In this article, we investigate the impact of the introduction of a dynamic geometry environment on mathematical thinking by identifying changes in discourse engendered by its introduction in a high school geometry class. Our focus is on the teacher, and we find significant differences between static and dynamic geometry in terms of the ways in which the teacher talks about geometric objects, makes use of visual artifacts and models geometric reasoning. Even though these changes have major implications for the geometry being studied, they are made only very implicitly in the classroom.

Notes

1. This internship (school-based placement) was a required component of her two-year pre-service education programme.

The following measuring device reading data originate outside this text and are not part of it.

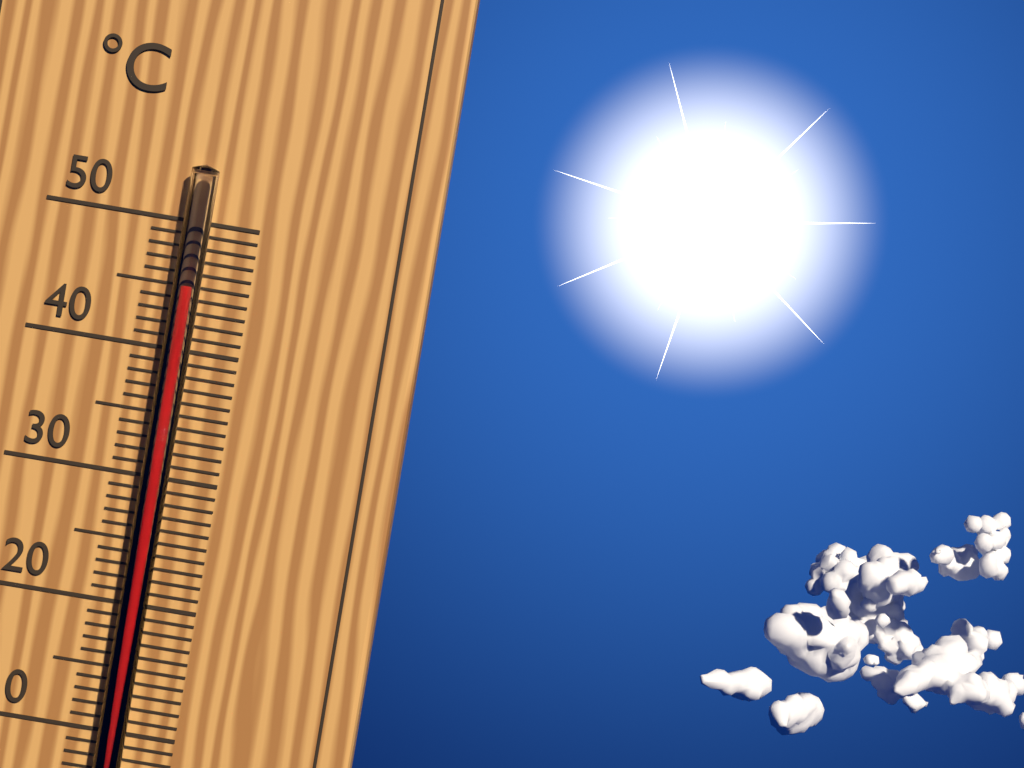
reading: 45 °C
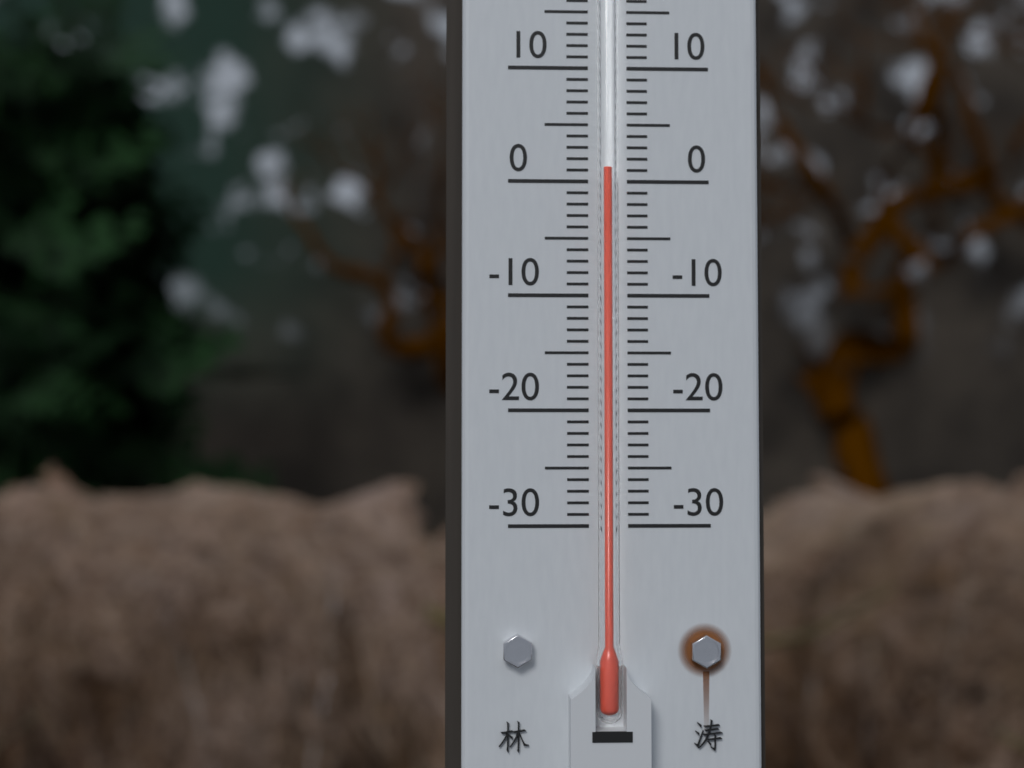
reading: 1 °C
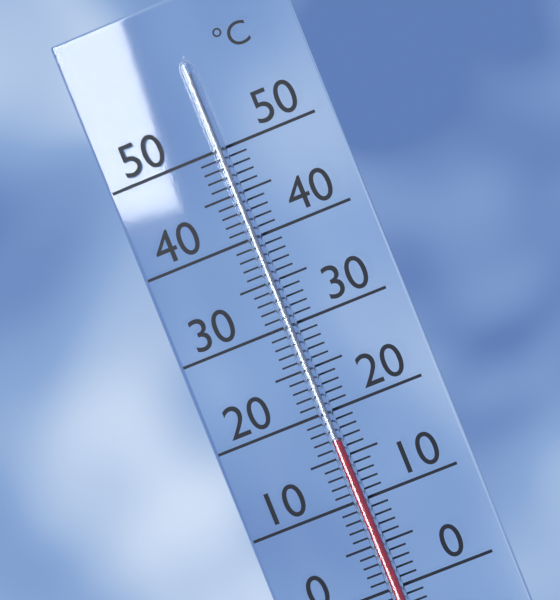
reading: 17 °C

It involved her taking on increasing responsibility for teaching two or three high school mathematics courses.

2. It seems that Thomas meant to ask whether it is possible for a parallelogram to be a rhombus, given the fact that the sketch is showing a parallelogram and his follow-up statement that Sarah would try to drag the parallelogram to look like a rhombus.

3. We say implicit because the actual turn of phrase “be made into” is in the passive form, indicating perhaps a move toward generality (that anyone would do it, not just Sarah).

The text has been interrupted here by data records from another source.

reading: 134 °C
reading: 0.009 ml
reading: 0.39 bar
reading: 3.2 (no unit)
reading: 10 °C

4. Although this principle was never accepted as sufficiently rigorous by modern geometers, Poncelet's goal was to provide a way for geometry to continue the tradition of Ancient Greek geometry, in which visual reasoning is central, but provide the level of generality - greater than that of the Greeks - that his contemporaries were achieving with their algebraic methods of analytic geometry. The particular relationship between objects of one class is not evident in the geometry of static figures: both Poncelet and dynamic geometry have their figures in motion.

5. Although Thomas did not go down this road, we find it useful to consider the way in which one could answer the new question in relation to the old one. In fact, the new question does not fully address the original form of the question (“Is <this shape> a <that shape > ?”), because it is just concerned with showing that one can make at least one rhombus out of a particular parallelogram. In order to address the original question, one must show that any parallelogram can be dragged to make any rhombus.

6. This struck us as an interesting move, perhaps indicating his wish to return to a more comfortable or familiar discourse where objects are static and continuous transformations are impossible.